Akron, Ohio outfit Trouble Books—married couple Keith Freund and Linda Lejsovka joined by Mike Tolan, Angie Hughes, Gabe Schray, Cimmee Salter, and Sommer Tolan on the thirty-two-minute mini-album Gathered Tones—produces homemade-sounding collections of trippy vocal pop songs dressed up in eccentric sonic garb. A typical song features an unhurried lead vocal by either Freund or Lejsovka wrapped in an arrangement of synthesizers, guitars, and smatterings of atmospheric touches; it's not uncommon for the vocal to act as the song's stabilizing thread for the diverse instrumental accents that meander alongside it. Synths play an especially prominent part in the album's sound design (in the credits, the group thanks Ben Vehorn for providing access to his synthesizer library). But despite their experimental character, the group's scene paintings are, at their core, conventional vocal songs that Trouble Books splashes with synthetic colour and unusual sounds.

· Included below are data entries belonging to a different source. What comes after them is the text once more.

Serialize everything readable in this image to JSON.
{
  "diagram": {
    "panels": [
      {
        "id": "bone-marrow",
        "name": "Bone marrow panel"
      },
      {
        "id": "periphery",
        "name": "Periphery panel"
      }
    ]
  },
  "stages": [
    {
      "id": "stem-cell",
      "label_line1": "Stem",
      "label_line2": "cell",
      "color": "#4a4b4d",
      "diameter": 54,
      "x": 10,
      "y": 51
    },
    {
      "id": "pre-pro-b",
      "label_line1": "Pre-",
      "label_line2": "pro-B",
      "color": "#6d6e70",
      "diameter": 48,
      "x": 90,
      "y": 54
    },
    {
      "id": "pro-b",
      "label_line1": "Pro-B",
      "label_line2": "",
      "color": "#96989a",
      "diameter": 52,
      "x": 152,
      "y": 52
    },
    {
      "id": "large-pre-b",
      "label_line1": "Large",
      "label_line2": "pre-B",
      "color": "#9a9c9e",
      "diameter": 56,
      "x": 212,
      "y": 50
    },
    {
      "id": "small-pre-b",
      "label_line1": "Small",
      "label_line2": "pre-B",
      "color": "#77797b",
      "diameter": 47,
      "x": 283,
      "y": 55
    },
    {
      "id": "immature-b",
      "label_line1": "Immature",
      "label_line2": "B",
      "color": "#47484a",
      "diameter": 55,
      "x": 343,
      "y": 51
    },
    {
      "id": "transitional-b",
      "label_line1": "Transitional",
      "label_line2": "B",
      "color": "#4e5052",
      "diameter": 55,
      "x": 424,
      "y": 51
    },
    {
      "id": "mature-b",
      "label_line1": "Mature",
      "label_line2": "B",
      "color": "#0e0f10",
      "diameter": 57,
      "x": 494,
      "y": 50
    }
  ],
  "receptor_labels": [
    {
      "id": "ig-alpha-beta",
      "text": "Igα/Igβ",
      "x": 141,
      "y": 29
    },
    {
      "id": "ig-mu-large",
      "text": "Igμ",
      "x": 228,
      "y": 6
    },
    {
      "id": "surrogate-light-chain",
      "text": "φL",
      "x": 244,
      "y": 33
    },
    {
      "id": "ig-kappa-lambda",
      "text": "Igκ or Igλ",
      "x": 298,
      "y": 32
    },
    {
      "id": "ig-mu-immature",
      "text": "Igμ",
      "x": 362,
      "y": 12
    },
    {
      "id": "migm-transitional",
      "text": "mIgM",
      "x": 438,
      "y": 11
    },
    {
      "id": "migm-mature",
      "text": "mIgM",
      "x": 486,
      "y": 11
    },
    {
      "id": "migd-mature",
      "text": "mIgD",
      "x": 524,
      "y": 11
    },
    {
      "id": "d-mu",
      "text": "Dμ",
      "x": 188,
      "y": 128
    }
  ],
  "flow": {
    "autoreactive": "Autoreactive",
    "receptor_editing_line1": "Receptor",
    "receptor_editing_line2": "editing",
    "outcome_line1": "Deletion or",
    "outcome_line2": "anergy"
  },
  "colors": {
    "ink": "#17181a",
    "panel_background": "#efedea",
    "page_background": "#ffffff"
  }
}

The opening piece, “Ascending Kidney,” exemplifies the group's style when Lejsovka's half-spoken and half-sung drawl recites lyrics both obtuse and engimatic (“Wondering what I'd say if you floated in on some homemade helicopter scattering orange peels and grass clippings”). “Past the New Parking Deck” pairs her untreated voice with electric guitar twang and synthesizers, whikle “From Colfax Place” wraps Freund's voice in an amber synthetic glow. A few tracks focus on the instrumental side of things: “Tropical Islands, Germany” paints an electronic landscape where glissandi sprout like plant life rapidly shooting from the ground, and “Night Indoors” finds natural vocals contrasting with electronic gremlins and the chatter of other nocturnal creatures. Trouble Books' sleepy vignettes are generally unassuming but occasionally a song will creep up and dazzle you, if quietly. The lovely “Abandoned Monorail Station” is one such moment that in its understated way turns out to be the album's most captivating song. It unfolds languorously, with Freund's gentle voice appearing as a relaxed whisper amidst an enveloping field of guitar strums and ambient atmospherics, and does so in such a way that you'll recall its hazy allure long after the album's over.